Effects of Psilocybin on Brain Representations of Movies
Poster Session C - Sunday, March 30, 2025, 5:00 – 7:00 pm EDT, Back Bay Ballroom/Republic Ballroom
Brian Winston1 (bwinsto2@jh.edu), Gabi Lofland2, Janice Chen1, Frederick Barrett2; 1Johns Hopkins University, 2Johns Hopkins School of Medicine
The classic psychedelic drug psilocybin is known to perturb the functional landscape of the human brain during unconstrained perception and cognition. However, the degree to which psilocybin alters processing of naturalistic, multi-modal stimuli is not well characterized. We sought to investigate whether psychedelics alter brain representations of real-world content in sensory, associative, and/or high-level brain regions. 12 participants (of a planned 30) watched nine short audiovisual movies totaling one hour while undergoing functional MRI during the acute effects of 10mg psilocybin and placebo administered at separate visits. Movies were segmented into events by human raters. To examine how psilocybin influences brain representations of movie content across the cortical processing hierarchy, intersubject pattern correlation (pISC) of event-wise multivoxel patterns (MVPs) were calculated and averaged across events separately for the placebo and psilocybin scans. The correlation between each subject’s MVP and the remaining group’s average MVP in primary auditory and visual cortices (A1, V1), posterior-medial cortex (PMC), medial prefrontal cortex (mPFC) and angular gyrus (AG) were averaged across events and movies and compared between drug conditions using two-tailed t-tests. pISC was reduced in all ROIs in the psilocybin condition after Bonferroni correction (p < 0.01). This suggests that altered stimulus processing as early as primary sensory cortex could contribute to psilocybin-induced perceptual changes. Follow-up analyses will incorporate eye-tracking and verbal recall of movies to investigate whether changes in pISC reflect altered neural processing or simply differences in attention to the stimulus.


Description of the task: Search the entries for lines with the string "caption" and say how many there are, giving only the number.

┌──

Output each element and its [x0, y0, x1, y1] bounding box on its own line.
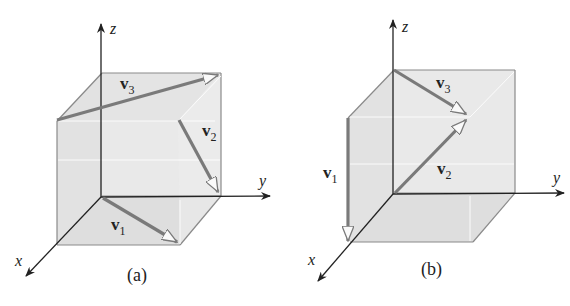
- panel-a: z y x v3 v2 v1 (a): [14, 20, 270, 286]
- panel-b: z y x v3 v2 v1 (b): [307, 18, 564, 281]
- z-axis-label: z: [401, 18, 409, 35]
- vector-cube-figure: z y x v3 v2 v1 (a): [0, 0, 570, 306]
- caption-b: (b): [421, 259, 442, 280]
- y-axis-label: y: [551, 169, 561, 187]
- v1-label-b: v1: [323, 163, 338, 186]
- z-axis-label: z: [109, 20, 117, 37]
- x-axis-label: x: [14, 252, 22, 269]
- x-axis-label: x: [307, 251, 315, 268]
- y-axis-label: y: [257, 172, 267, 190]
- caption-a: (a): [127, 265, 147, 286]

└──

Answer box: 2